Science can be great. Just ask Jesse Pinkman – Yeah science, b!tch! Science has driven us further than we’ve ever been, through innovation in physics, health, robotics, ICT…and, well…. Chemistry. Ah, chemistry. It brought us Breaking Bad but it also brought the possible harbinger of natural vanilla death – synthesised vanillin. Being too popular comes with a price, well, just ask Kim post-Paris jewellery heist. And so it is with vanilla. Only about 1% of vanilla flavouring (vanillin) comes fully from the natural source, the real vanilla orchid. The other 99% is not. So what exactly is in it?
The main ingredients in synthesised vanilla comes from the petrochemical precursor guaiacol. The majority of the remainder is from the spruce tree lignin, but contributing sources also range from eugenol (found in clove oil) to ferulic acid (rice bran) and corn sugar.

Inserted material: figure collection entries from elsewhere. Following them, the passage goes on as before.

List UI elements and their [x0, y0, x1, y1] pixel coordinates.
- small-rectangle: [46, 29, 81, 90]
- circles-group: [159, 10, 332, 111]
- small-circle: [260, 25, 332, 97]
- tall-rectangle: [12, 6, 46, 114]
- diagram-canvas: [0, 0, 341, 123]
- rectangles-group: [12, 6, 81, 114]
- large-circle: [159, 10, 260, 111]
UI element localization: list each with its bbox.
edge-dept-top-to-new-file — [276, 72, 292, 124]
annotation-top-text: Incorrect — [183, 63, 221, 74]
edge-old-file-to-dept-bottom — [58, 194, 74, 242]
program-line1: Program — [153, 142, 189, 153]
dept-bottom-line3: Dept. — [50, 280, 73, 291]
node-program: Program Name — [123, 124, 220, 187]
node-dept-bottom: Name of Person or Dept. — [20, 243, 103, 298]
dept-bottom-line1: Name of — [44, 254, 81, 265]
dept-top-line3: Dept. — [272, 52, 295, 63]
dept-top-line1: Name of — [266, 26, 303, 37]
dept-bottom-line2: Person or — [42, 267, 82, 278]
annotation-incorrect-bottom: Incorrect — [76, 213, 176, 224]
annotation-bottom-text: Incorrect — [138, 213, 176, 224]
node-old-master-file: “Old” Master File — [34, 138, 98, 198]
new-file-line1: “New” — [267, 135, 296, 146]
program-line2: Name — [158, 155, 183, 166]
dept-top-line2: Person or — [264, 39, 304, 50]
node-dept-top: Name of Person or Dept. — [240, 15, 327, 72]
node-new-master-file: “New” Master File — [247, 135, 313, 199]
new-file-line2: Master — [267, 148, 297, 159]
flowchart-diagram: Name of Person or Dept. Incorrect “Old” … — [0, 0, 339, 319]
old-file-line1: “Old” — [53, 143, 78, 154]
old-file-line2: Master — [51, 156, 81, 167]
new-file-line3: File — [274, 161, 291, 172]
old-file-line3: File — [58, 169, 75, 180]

Hampshire College Professor of Chemistry Nancy Lowry notes some commercial vanilla also has compounds such as coumarin, a poisonous substance used in blood thinning drugs and also known as the “smell of new-mown hay”. But that’s not even the best part. Mother Nature is infinitely more complex.
Synthetic vanillin only has 1 compound, compared to more than 170 different compounds in the natural stuff. As Professor Lowry states:
“The difference between natural vanillin and synthetic vanillin is that the synthetic form lacks the 169 (and more) other chemicals that round out the deeper flavor of natural vanilla.”
Why mess with nature? If you too are a 1 percenter, here at Madanilla, we only provide real vanilla beans.